-- Exercise description --
From the line containing "The image size" through the last line of the listing, output each line exactly as it stands. Omit pictures.

++++++

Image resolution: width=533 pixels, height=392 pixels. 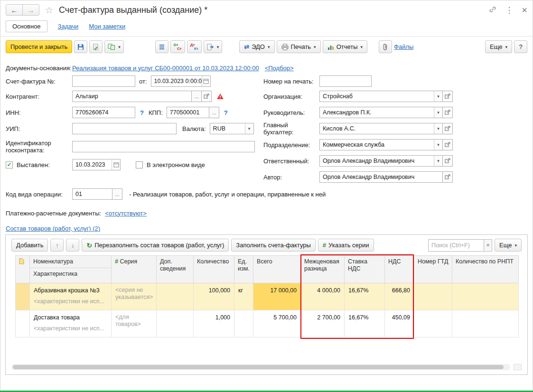 I want to click on col-nomenclature: Номенклатура, so click(x=71, y=262).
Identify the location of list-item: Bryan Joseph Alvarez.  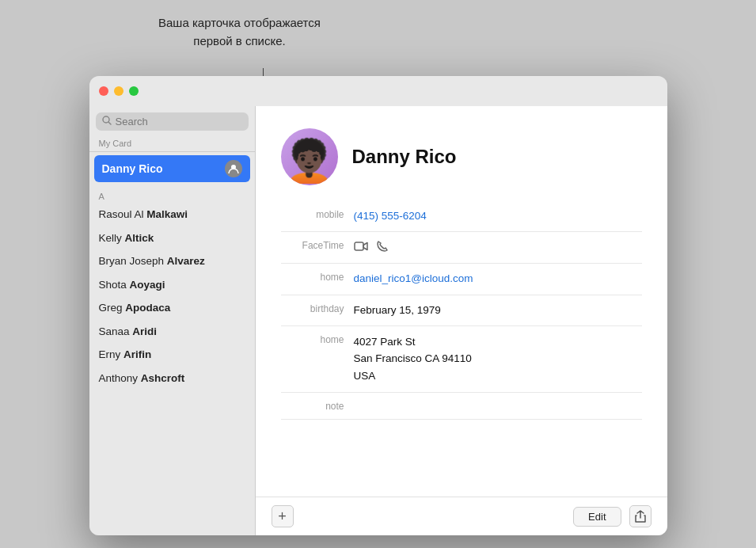
(173, 261).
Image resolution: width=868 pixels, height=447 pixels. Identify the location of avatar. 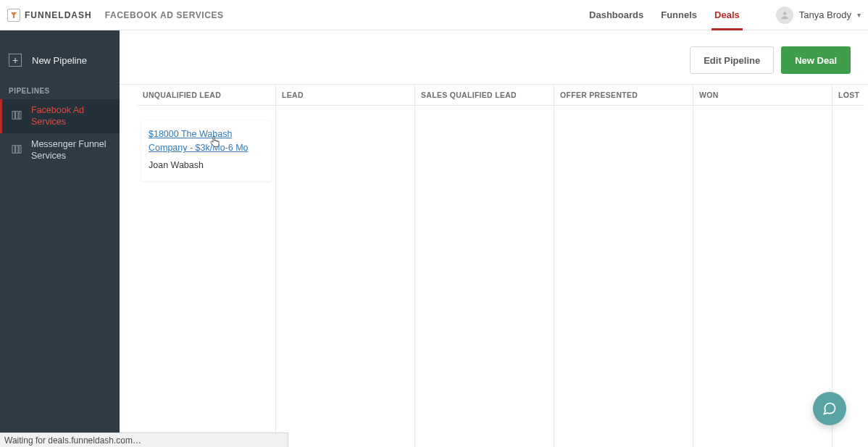
(785, 15).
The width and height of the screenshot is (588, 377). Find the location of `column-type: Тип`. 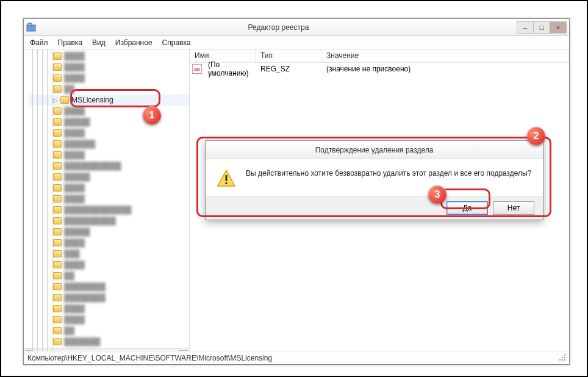

column-type: Тип is located at coordinates (289, 56).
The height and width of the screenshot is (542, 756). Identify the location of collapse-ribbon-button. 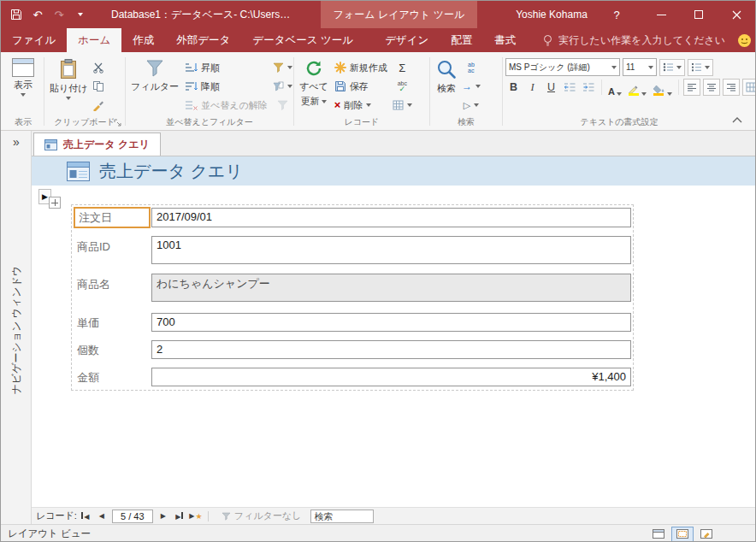
(737, 120).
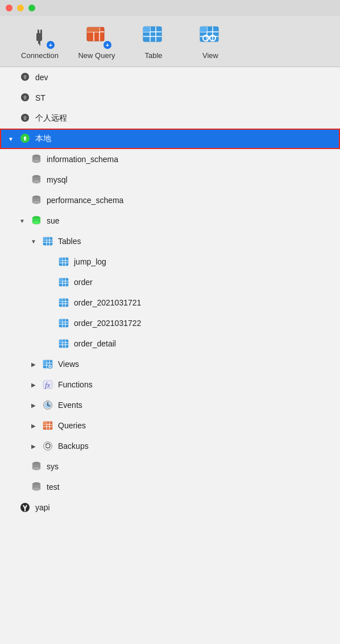 This screenshot has width=340, height=644. What do you see at coordinates (210, 35) in the screenshot?
I see `view-icon` at bounding box center [210, 35].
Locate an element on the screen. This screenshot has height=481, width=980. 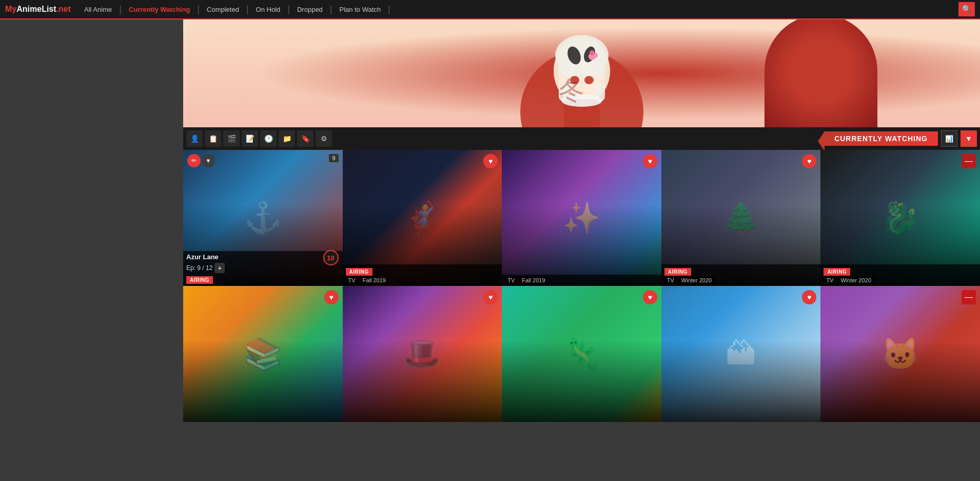
card-bottom-info: AIRING TV Fall 2019 is located at coordinates (423, 275).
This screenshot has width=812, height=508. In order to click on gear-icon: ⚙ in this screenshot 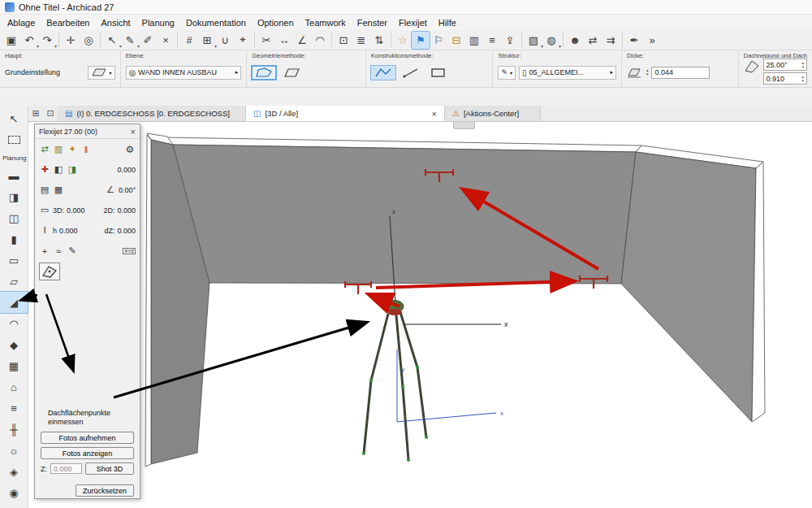, I will do `click(130, 150)`.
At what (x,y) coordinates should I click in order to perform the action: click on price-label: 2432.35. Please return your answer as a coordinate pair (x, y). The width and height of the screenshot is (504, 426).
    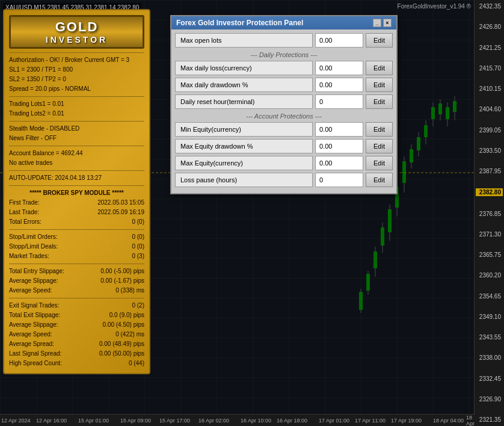
    Looking at the image, I should click on (490, 6).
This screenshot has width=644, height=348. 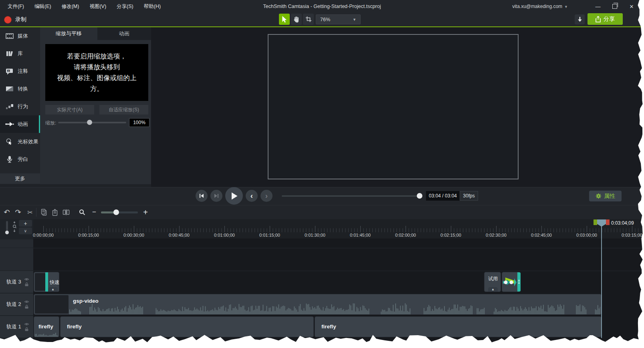 I want to click on timeline-zoom-in-button: +, so click(x=145, y=212).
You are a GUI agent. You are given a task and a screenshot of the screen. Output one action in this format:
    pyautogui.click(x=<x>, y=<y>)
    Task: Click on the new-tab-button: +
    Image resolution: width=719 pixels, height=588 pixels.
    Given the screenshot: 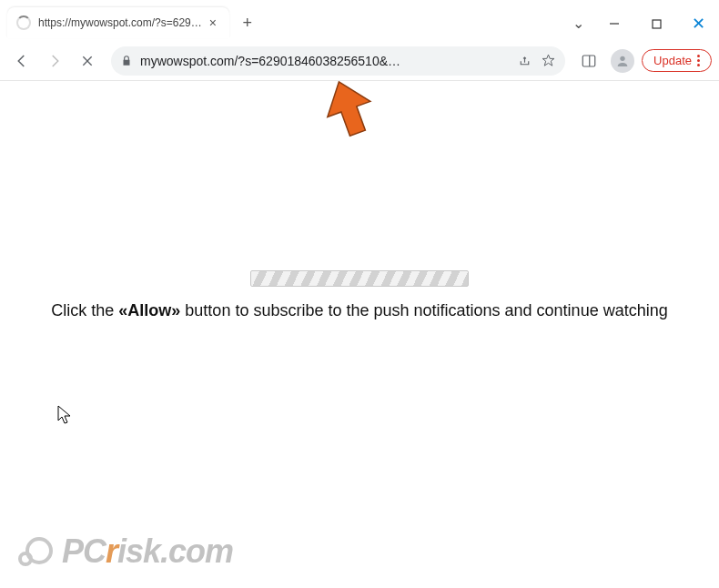 What is the action you would take?
    pyautogui.click(x=248, y=23)
    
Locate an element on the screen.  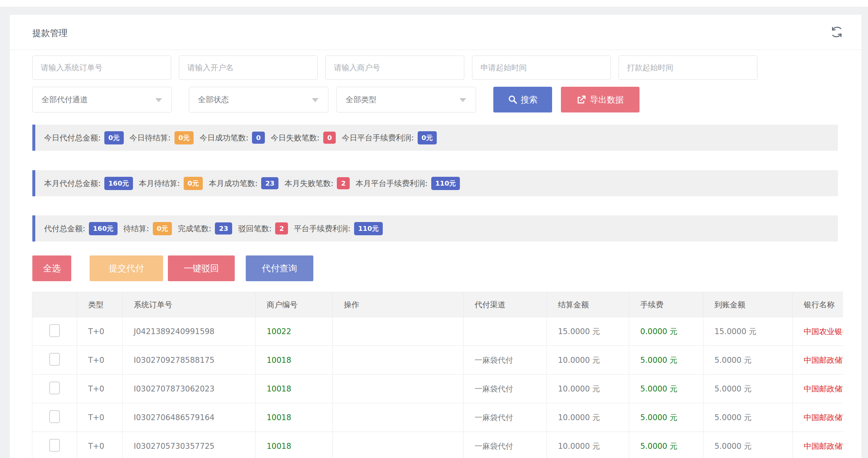
refresh-icon is located at coordinates (837, 32).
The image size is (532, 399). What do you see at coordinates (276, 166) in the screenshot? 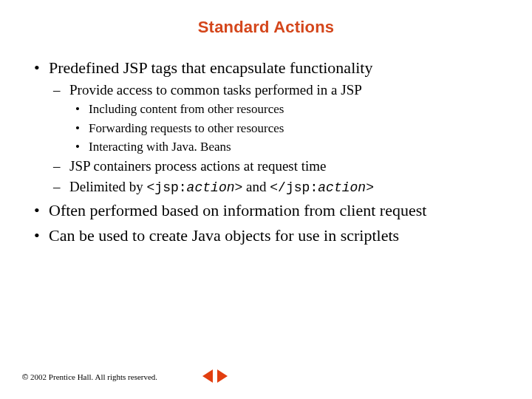
I see `bullet-item: JSP containers process actions at reques…` at bounding box center [276, 166].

++++++

-- Response to this exercise --
The image size is (532, 399). What do you see at coordinates (276, 166) in the screenshot? 
I see `bullet-item: JSP containers process actions at reques…` at bounding box center [276, 166].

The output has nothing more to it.